Increasing population and employment density in metropolitan areas could reduce vehicle travel, energy use, and CO2 emissions from less than 1 percent up to 11 percent by 2050. This is compared to a base case for household vehicle usage, says a new congressionally-mandated report from the National Research Council, although committee members disagreed about the plausibility of achieving the higher estimate.
Assuming compact development is focused on new and replacement housing -- as converting existing housing to higher densities could be prohibitively difficult -- significant increases in density would result in modest short-term reductions in personal travel, energy use, and CO2 emissions. However, these reductions will grow over time.
Currently, 80 percent of Americans live in metropolitan areas, but population and employment are increasingly decentralized. This trend of suburbanization, made possible largely due to automobiles and extensive highway systems, reflects the preferences of many Americans for living in detached, single-family homes. Dispersed, automobile-dependent development patterns, however, involve numerous costs: the use of vast quantities of land, increased reliance on petroleum, and increased greenhouse gas emissions.
Compact, mixed-use development -- individuals living in denser environments with jobs and shopping close by -- could reduce the number of vehicle miles traveled by shortening trip lengths, the report says, and by making walking, biking, and public transit more viable alternatives to driving.
According to the committee that wrote the report, the most reliable research studies estimate that doubling residential density in a metropolitan area might lower household driving between 5 percent and 12 percent. If higher density were paired with more concentrated employment and commercial locations, and combined with improvements to public transit and other strategies to reduce automobile travel, household driving could be lowered by as much as 25 percent. By reducing vehicle use, petroleum use and CO2 emissions would also be lessened.
In order to quantify the potential effects of compact development, the committee developed illustrative scenarios, looking forward to 2030 and 2050. If 75 percent of new and replacement housing units in the U.S. were developed at twice the density of current new development, and individuals drove 25 percent less -- the committee's upper-bound scenario -- personal travel, fuel use, and CO2 emissions would be reduced by 7 percent to 8 percent, relative to a base case, by 2030, and by 8 percent to 11 percent by 2050.
If only 25 percent of housing units were developed more compactly, and residents drove 12 percent less, then personal travel, fuel use, and CO2 emissions would be reduced by approximately 1 percent by 2030, and by 1.3 percent to 1.7 percent by 2050. If in this lower-bound scenario residents drove only 5 percent less, then personal travel, fuel use, and CO2 emissions would be reduced by less than 1 percent by 2050.
The committee disagreed about the feasibility of achieving the target density in the upper-bound scenario -- doubling the density of 75 percent of new development -- by 2050. Some members of the committee thought that these higher densities would be reached due to macroeconomic trends -- higher energy prices and carbon taxes -- in combination with growing public support for infill development, investments in transit, and higher densities along transit rail corridors. Other members thought that the high-density scenario would require such a significant departure from current low-density development patterns, land-use policies, and public preferences that it is unrealistic without a strong state or regional role in growth management.
A number of obstacles stand in the way of widespread compact development in the U.S. States and regional entities would need to take a major role in managing local growth, which is now controlled by local governments. Local zoning regulations would be a large obstacle, and compact-development initiatives could meet resistance from existing homeowners and politicians. Their legitimate concerns about congestion, local taxes, or home values may be at odds with regional and national goals, such as housing affordability or climate change.
In the near term, the primary opportunities to increase density are in areas already experiencing such changes, like the inner suburbs and areas close to public transit or along major highway corridors. Over the long term, adopting compact development would likely require changes in housing preferences and a greater political consensus in support of stronger state and regional control of land use. Public infrastructure investments, such as public transit, and market-based strategies like congestion pricing and higher parking fees, could be a way to steer communities toward compact, mixed-use development, but, in the case of transit, would require significant new investments.
Government policies to support more compact, mixed-use development should be encouraged, the report says. The nation is likely to set ambitious goals to address climate change and, given the large contribution of the transportation sector to greenhouse gas emissions, changes in land use may have to be part of the effort. If so, land use changes should be implemented soon, because current development patterns will take decades to reverse. Nevertheless, the committee recognizes that it does not have as much verifiable scientific evidence to support this recommendation as it would like.
It lacks a more complete understanding of how specific land-use policies might affect travel in different metropolitan areas and a fuller accounting of the costs and benefits of compact, mixed-use development. Given these limitations, the committee urges that it would be wise to proceed carefully, monitoring the results and incorporating new research as it becomes available.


_YOUR OBJECTIVE:_
Tally every line below where "States" appears, then report the total alone.

_INFORMATION SHOWN:_
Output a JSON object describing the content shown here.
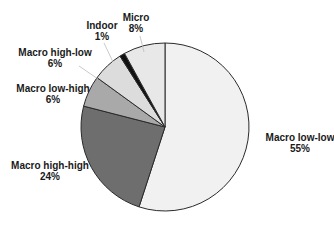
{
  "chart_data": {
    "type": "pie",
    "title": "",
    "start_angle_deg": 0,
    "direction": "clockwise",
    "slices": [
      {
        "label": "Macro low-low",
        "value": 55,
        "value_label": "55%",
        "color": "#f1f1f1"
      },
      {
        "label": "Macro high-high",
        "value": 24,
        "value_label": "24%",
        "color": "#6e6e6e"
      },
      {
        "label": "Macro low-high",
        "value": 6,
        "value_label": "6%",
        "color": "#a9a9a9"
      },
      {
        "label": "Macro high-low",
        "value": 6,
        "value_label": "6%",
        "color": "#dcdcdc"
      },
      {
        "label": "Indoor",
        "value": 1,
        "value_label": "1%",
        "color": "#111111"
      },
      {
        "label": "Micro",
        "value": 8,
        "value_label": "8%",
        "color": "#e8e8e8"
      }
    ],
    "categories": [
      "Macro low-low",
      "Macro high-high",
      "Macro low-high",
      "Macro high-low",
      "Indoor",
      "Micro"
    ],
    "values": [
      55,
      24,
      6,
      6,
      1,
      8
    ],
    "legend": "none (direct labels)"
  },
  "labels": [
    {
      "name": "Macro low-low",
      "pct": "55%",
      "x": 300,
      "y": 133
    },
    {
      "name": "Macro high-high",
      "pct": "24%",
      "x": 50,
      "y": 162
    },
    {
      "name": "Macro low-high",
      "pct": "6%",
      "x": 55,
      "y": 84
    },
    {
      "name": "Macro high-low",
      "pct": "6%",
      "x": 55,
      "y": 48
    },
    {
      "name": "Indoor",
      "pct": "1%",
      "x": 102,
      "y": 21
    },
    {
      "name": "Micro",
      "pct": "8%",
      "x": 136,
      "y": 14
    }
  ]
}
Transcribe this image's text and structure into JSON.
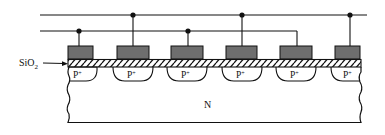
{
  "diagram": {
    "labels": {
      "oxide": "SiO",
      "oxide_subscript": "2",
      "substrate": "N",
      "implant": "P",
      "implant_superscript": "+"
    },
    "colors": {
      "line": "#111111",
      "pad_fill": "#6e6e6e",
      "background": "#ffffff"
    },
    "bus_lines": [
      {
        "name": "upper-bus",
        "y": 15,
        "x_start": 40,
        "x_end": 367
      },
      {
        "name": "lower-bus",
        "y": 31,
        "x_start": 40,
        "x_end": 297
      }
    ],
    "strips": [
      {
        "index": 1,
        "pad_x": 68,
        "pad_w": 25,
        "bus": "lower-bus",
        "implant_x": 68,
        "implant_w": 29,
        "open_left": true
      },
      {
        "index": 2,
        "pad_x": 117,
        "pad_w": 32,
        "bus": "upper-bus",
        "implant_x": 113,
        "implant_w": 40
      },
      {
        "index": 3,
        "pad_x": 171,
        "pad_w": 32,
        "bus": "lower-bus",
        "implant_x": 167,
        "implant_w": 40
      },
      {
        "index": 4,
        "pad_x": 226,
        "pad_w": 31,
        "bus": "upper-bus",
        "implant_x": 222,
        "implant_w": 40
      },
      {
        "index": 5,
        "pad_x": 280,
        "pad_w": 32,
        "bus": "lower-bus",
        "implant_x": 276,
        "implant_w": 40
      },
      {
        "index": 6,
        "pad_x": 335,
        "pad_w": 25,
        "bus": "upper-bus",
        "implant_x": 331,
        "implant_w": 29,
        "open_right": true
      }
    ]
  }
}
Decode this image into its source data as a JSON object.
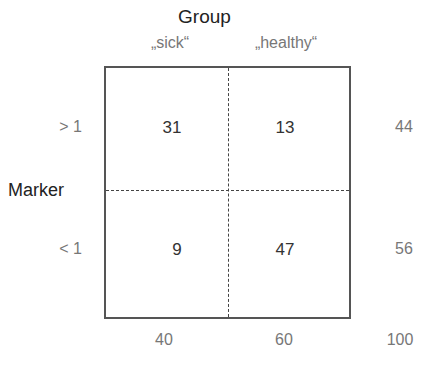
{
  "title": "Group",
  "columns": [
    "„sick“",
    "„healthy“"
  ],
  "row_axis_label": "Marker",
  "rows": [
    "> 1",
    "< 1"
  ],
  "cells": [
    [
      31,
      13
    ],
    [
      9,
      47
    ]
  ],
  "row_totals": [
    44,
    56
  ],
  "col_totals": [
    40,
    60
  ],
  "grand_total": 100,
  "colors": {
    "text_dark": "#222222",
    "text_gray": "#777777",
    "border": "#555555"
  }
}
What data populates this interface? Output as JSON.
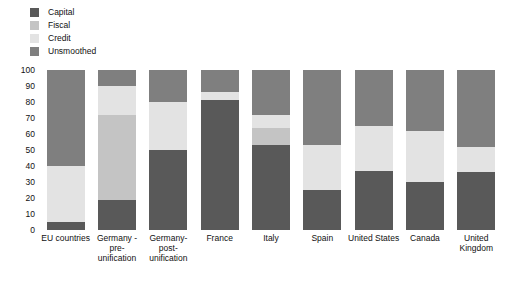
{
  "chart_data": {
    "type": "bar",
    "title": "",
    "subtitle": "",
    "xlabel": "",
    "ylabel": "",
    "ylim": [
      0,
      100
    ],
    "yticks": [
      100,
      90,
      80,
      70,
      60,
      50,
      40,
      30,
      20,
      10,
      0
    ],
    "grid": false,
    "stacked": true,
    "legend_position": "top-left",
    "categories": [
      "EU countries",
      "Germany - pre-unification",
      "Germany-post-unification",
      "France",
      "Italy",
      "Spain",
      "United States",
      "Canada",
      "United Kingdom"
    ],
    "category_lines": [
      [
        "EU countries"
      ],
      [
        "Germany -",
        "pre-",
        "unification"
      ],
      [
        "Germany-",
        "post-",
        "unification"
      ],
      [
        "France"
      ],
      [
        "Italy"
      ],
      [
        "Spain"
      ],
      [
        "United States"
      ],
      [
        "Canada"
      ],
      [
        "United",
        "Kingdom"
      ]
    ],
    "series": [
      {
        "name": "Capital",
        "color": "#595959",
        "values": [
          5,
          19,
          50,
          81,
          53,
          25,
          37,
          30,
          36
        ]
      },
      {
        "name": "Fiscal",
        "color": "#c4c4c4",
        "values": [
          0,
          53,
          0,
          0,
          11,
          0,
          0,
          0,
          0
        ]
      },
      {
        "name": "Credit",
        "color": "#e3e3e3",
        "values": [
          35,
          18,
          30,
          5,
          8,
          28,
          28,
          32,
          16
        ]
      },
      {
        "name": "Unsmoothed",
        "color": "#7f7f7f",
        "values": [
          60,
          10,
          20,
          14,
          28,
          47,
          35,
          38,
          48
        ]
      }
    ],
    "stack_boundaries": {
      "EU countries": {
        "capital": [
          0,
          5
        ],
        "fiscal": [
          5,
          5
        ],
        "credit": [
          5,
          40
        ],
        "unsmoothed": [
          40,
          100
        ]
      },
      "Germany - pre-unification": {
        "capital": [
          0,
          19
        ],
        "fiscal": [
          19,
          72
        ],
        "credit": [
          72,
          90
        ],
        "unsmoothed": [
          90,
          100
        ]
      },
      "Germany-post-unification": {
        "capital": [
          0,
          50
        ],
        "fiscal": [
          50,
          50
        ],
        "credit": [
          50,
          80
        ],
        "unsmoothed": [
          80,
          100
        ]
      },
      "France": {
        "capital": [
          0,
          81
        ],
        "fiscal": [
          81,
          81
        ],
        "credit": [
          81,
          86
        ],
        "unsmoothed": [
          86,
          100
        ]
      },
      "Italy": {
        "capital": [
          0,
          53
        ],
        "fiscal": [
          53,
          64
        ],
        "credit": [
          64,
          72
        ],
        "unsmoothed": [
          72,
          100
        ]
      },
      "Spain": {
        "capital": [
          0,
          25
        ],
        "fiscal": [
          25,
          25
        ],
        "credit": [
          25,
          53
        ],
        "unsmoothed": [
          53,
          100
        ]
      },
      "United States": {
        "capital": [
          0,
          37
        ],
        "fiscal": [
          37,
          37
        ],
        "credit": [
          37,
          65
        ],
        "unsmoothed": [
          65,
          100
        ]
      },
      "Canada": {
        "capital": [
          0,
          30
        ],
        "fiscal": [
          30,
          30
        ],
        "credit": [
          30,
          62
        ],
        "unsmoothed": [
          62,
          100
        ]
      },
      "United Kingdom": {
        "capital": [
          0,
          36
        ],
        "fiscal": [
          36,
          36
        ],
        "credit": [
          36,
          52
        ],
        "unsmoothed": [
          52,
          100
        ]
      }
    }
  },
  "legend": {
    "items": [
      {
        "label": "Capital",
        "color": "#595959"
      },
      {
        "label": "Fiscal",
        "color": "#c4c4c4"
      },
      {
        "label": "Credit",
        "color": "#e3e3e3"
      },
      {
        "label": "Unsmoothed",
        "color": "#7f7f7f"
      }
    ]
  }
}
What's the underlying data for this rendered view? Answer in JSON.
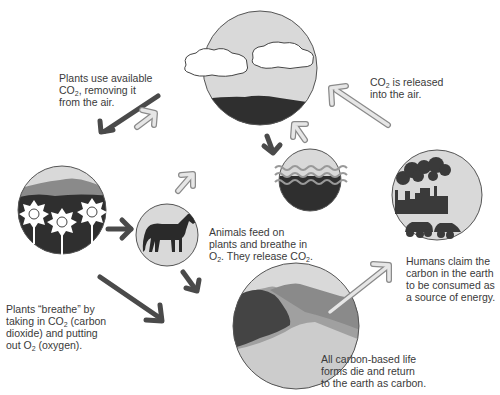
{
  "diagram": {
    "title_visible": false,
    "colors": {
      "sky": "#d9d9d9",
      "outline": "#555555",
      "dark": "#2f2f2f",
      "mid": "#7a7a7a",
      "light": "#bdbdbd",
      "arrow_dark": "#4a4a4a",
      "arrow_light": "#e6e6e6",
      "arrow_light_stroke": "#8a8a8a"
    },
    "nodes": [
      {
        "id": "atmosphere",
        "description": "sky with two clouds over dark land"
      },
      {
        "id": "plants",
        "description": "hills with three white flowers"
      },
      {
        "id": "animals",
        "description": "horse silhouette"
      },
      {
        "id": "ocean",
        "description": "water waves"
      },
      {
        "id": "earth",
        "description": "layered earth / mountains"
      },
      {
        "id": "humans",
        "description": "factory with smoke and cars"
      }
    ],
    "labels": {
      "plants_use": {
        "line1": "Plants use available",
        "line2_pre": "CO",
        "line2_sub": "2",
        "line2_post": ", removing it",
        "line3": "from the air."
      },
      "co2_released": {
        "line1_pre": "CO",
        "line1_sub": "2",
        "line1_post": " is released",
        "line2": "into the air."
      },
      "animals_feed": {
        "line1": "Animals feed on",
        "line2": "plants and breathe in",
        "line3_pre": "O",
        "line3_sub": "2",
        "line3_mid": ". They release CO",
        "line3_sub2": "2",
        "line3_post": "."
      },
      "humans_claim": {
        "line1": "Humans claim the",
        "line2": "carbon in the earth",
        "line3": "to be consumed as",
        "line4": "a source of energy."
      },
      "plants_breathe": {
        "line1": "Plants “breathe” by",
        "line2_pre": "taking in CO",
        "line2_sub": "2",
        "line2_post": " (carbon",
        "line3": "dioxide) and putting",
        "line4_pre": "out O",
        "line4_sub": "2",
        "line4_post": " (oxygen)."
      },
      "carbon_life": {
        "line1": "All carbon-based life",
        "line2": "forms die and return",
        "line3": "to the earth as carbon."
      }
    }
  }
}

_FINISHED TASK:_
3